The introduction of cloud-based (and cloud-priced) solutions have muddied the accounting waters again, such that a $4M software implementation project must be expensed if the customer is implementing a cloud application, but can be capitalized if implementing the same software on premise.

There’s an accounting answer to whether software applications – especially enterprise software applications, should be expensed or capitalized – though it seems to change from time to time. The introduction of cloud-based (and cloud-priced) solutions have muddied the accounting waters again, such that a $4M software implementation project must be expensed if the customer is implementing a cloud application, but can be capitalized if implementing the same software on premise. Personally, I’d argue that there is something wrong when you need $4M to implement a software application – though many of you that would consider the same $4M implementation expense a bargain.

I asked the question because the software that runs your business today seems to be considered a cost of doing business (i.e. expensed), where a dozen years ago we still ‘invested’ in ERP and similar systems. So what’s the difference? Back in the 1990s and early 2000s, organizations invested millions into ERP solutions to reduce the labor expense associated with processing information. The reduced work and error rates associated with ERP solutions – especially compared with manual approaches or non-integrated alternatives – drove significant savings for most businesses. The impact of this technology can be seen clearly in the productivity metrics captured by the government, and analyzed by the experts. US productivity continued to climb at increasing rates from the early 1990s (when the first integrated ERPs started to be adopted) through the early 2000s. Then productivity starts a long decline – even going negative in two of the last five years. I’ll argue that the revolutionary changes in administration and information processing related to the introduction of integrated ERP solutions was a major contributor to this productivity growth – and that the lack of any really new innovation in ERP solutions since that time has been a major contributor to the decline.

At this point, I’m ready to take on anyone who wants to argue that the enterprise application market has been a hotbed of innovation over the last decade. Cloud is a huge impact on the enterprise software marketplace just like everywhere else, but running substantially the same software on somebody else’s computer is no way to drive business productivity. And “pay-as-you-go” pricing models, as great as they are for accountants, do more for cash flow than productivity. Is any investment money going to firms dedicated to improving business productivity? A look at a current list of Unicorns (private companies valued at over $1B) shows new technologies driving disruptive business models aimed at consumers (Uber, Airbnb, Theranos, etc.), not technologies that might improve the productivity of most American businesses the way ERP did 25 years ago. University of Chicago economics professor Chad Syverson summed up the decline succinctly: “The second [productivity] wave hasn’t come yet. We have to figure out new ways to use technology and reconfigure the way other things are done.”

The second wave of productivity will arrive when we figure out how to dramatically reduce the time and effort workers spend processing information even more than the traditional ERP has. How? The next wave of ERP will leverage automation, integration, and machine learning to create a self-optimizing information processing machine that can manage the information related to the business. If we can create a car that drives itself, we can create an ERP that runs and adapts itself. A solution that did that would be worth the investment!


- _Activity_
Without including any picture, copy the entries that follow word for word.

Data records START

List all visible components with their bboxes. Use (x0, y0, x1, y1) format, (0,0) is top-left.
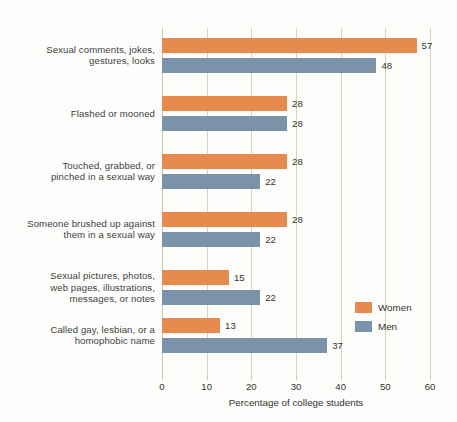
x-tick-mark-10 (207, 376, 208, 380)
x-tick-label-0: 0 (159, 381, 164, 392)
legend-label-women: Women (378, 302, 412, 313)
bar-value-label: 37 (332, 338, 343, 353)
x-axis-title: Percentage of college students (162, 397, 430, 408)
horizontal-bar-chart: Sexual comments, jokes,gestures, looksFl… (0, 0, 457, 422)
x-tick-mark-40 (341, 376, 342, 380)
x-tick-label-40: 40 (335, 381, 346, 392)
bar-women-3[interactable] (162, 212, 287, 227)
bar-men-0[interactable] (162, 58, 376, 73)
x-tick-mark-60 (430, 376, 431, 380)
bar-value-label: 48 (381, 58, 392, 73)
legend-item-men[interactable]: Men (355, 318, 450, 334)
bar-value-label: 28 (292, 154, 303, 169)
x-tick-label-20: 20 (246, 381, 257, 392)
legend-item-women[interactable]: Women (355, 299, 450, 315)
legend: Women Men (355, 299, 450, 337)
x-tick-label-60: 60 (425, 381, 436, 392)
legend-swatch-women-icon (355, 302, 372, 313)
bar-men-2[interactable] (162, 174, 260, 189)
x-tick-mark-20 (251, 376, 252, 380)
x-tick-label-30: 30 (291, 381, 302, 392)
bar-women-2[interactable] (162, 154, 287, 169)
bar-women-5[interactable] (162, 318, 220, 333)
bar-value-label: 22 (265, 174, 276, 189)
bar-value-label: 15 (234, 270, 245, 285)
bar-value-label: 28 (292, 212, 303, 227)
x-tick-mark-30 (296, 376, 297, 380)
bar-value-label: 22 (265, 290, 276, 305)
bar-women-0[interactable] (162, 38, 417, 53)
x-tick-mark-0 (162, 376, 163, 380)
bar-value-label: 13 (225, 318, 236, 333)
legend-label-men: Men (378, 321, 397, 332)
bar-value-label: 57 (422, 38, 433, 53)
x-tick-mark-50 (385, 376, 386, 380)
legend-swatch-men-icon (355, 321, 372, 332)
bars-layer: 572828281513482822222237 (0, 0, 457, 422)
bar-men-4[interactable] (162, 290, 260, 305)
x-axis-ticks: 0102030405060 (0, 376, 457, 392)
x-tick-label-10: 10 (201, 381, 212, 392)
bar-men-3[interactable] (162, 232, 260, 247)
bar-value-label: 22 (265, 232, 276, 247)
x-tick-label-50: 50 (380, 381, 391, 392)
bar-women-1[interactable] (162, 96, 287, 111)
bar-women-4[interactable] (162, 270, 229, 285)
bar-value-label: 28 (292, 96, 303, 111)
bar-value-label: 28 (292, 116, 303, 131)
bar-men-5[interactable] (162, 338, 327, 353)
bar-men-1[interactable] (162, 116, 287, 131)
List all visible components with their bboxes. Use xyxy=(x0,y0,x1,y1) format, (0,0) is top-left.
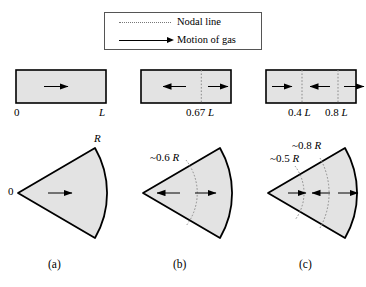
cone-nodal-label: ~0.5 R xyxy=(270,153,299,164)
panel-caption-c: (c) xyxy=(299,258,312,270)
tube-origin-label: 0 xyxy=(14,107,20,118)
tube-nodal-label: 0.4 L xyxy=(288,107,311,118)
cone-panel-a xyxy=(18,148,107,238)
cone-apex-label: 0 xyxy=(8,186,14,197)
cone-radius-label: R xyxy=(94,133,101,144)
panel-caption-b: (b) xyxy=(173,258,186,270)
tube-nodal-label: 0.8 L xyxy=(325,107,348,118)
cone-nodal-label: ~0.8 R xyxy=(292,140,321,151)
tube-nodal-label: 0.67 L xyxy=(186,107,214,118)
tube-panel-c xyxy=(266,70,364,103)
tube-panel-b xyxy=(141,70,231,103)
cone-nodal-label: ~0.6 R xyxy=(150,152,179,163)
panel-caption-a: (a) xyxy=(48,258,61,270)
tube-panel-a xyxy=(16,70,106,103)
tube-length-label: L xyxy=(99,107,105,118)
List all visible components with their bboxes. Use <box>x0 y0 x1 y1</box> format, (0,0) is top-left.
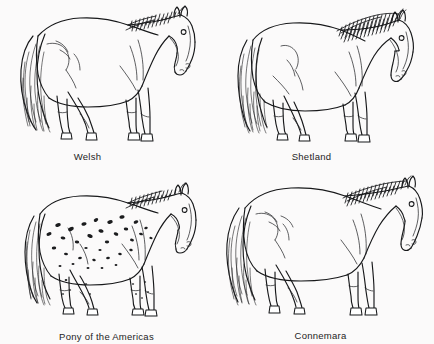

Data records END

- _Completed exercise_
List all visible components with their bboxes. Use (x0, y0, x1, y1) format, (0,0) is top-left.
x-tick-mark-10 (207, 376, 208, 380)
x-tick-label-0: 0 (159, 381, 164, 392)
legend-label-women: Women (378, 302, 412, 313)
bar-value-label: 37 (332, 338, 343, 353)
x-axis-title: Percentage of college students (162, 397, 430, 408)
horizontal-bar-chart: Sexual comments, jokes,gestures, looksFl… (0, 0, 457, 422)
x-tick-mark-40 (341, 376, 342, 380)
x-tick-label-40: 40 (335, 381, 346, 392)
bar-women-3[interactable] (162, 212, 287, 227)
bar-men-0[interactable] (162, 58, 376, 73)
x-tick-mark-60 (430, 376, 431, 380)
bar-value-label: 48 (381, 58, 392, 73)
legend-item-men[interactable]: Men (355, 318, 450, 334)
bar-value-label: 28 (292, 154, 303, 169)
x-tick-label-20: 20 (246, 381, 257, 392)
legend-item-women[interactable]: Women (355, 299, 450, 315)
legend: Women Men (355, 299, 450, 337)
x-tick-label-60: 60 (425, 381, 436, 392)
legend-swatch-women-icon (355, 302, 372, 313)
bar-men-2[interactable] (162, 174, 260, 189)
x-tick-mark-20 (251, 376, 252, 380)
x-tick-label-30: 30 (291, 381, 302, 392)
bar-women-2[interactable] (162, 154, 287, 169)
bar-women-5[interactable] (162, 318, 220, 333)
bar-value-label: 22 (265, 174, 276, 189)
bar-value-label: 15 (234, 270, 245, 285)
bar-value-label: 28 (292, 212, 303, 227)
x-tick-mark-30 (296, 376, 297, 380)
bar-value-label: 22 (265, 290, 276, 305)
bar-women-0[interactable] (162, 38, 417, 53)
x-tick-mark-0 (162, 376, 163, 380)
bar-value-label: 13 (225, 318, 236, 333)
legend-label-men: Men (378, 321, 397, 332)
bar-value-label: 57 (422, 38, 433, 53)
x-tick-mark-50 (385, 376, 386, 380)
legend-swatch-men-icon (355, 321, 372, 332)
bars-layer: 572828281513482822222237 (0, 0, 457, 422)
bar-men-4[interactable] (162, 290, 260, 305)
x-axis-ticks: 0102030405060 (0, 376, 457, 392)
x-tick-label-10: 10 (201, 381, 212, 392)
bar-men-3[interactable] (162, 232, 260, 247)
bar-value-label: 22 (265, 232, 276, 247)
x-tick-label-50: 50 (380, 381, 391, 392)
bar-women-1[interactable] (162, 96, 287, 111)
bar-women-4[interactable] (162, 270, 229, 285)
bar-value-label: 28 (292, 96, 303, 111)
bar-value-label: 28 (292, 116, 303, 131)
bar-men-5[interactable] (162, 338, 327, 353)
bar-men-1[interactable] (162, 116, 287, 131)
List all visible components with their bboxes. Use xyxy=(x0,y0,x1,y1) format, (0,0) is top-left.
cone-nodal-label: ~0.5 R xyxy=(270,153,299,164)
panel-caption-c: (c) xyxy=(299,258,312,270)
tube-origin-label: 0 xyxy=(14,107,20,118)
tube-nodal-label: 0.4 L xyxy=(288,107,311,118)
cone-panel-a xyxy=(18,148,107,238)
cone-apex-label: 0 xyxy=(8,186,14,197)
cone-radius-label: R xyxy=(94,133,101,144)
panel-caption-b: (b) xyxy=(173,258,186,270)
tube-nodal-label: 0.8 L xyxy=(325,107,348,118)
cone-nodal-label: ~0.8 R xyxy=(292,140,321,151)
tube-nodal-label: 0.67 L xyxy=(186,107,214,118)
tube-panel-c xyxy=(266,70,364,103)
tube-panel-b xyxy=(141,70,231,103)
cone-nodal-label: ~0.6 R xyxy=(150,152,179,163)
panel-caption-a: (a) xyxy=(48,258,61,270)
tube-panel-a xyxy=(16,70,106,103)
tube-length-label: L xyxy=(99,107,105,118)
List all visible components with their bboxes. Use <box>x0 y0 x1 y1</box> format, (0,0) is top-left.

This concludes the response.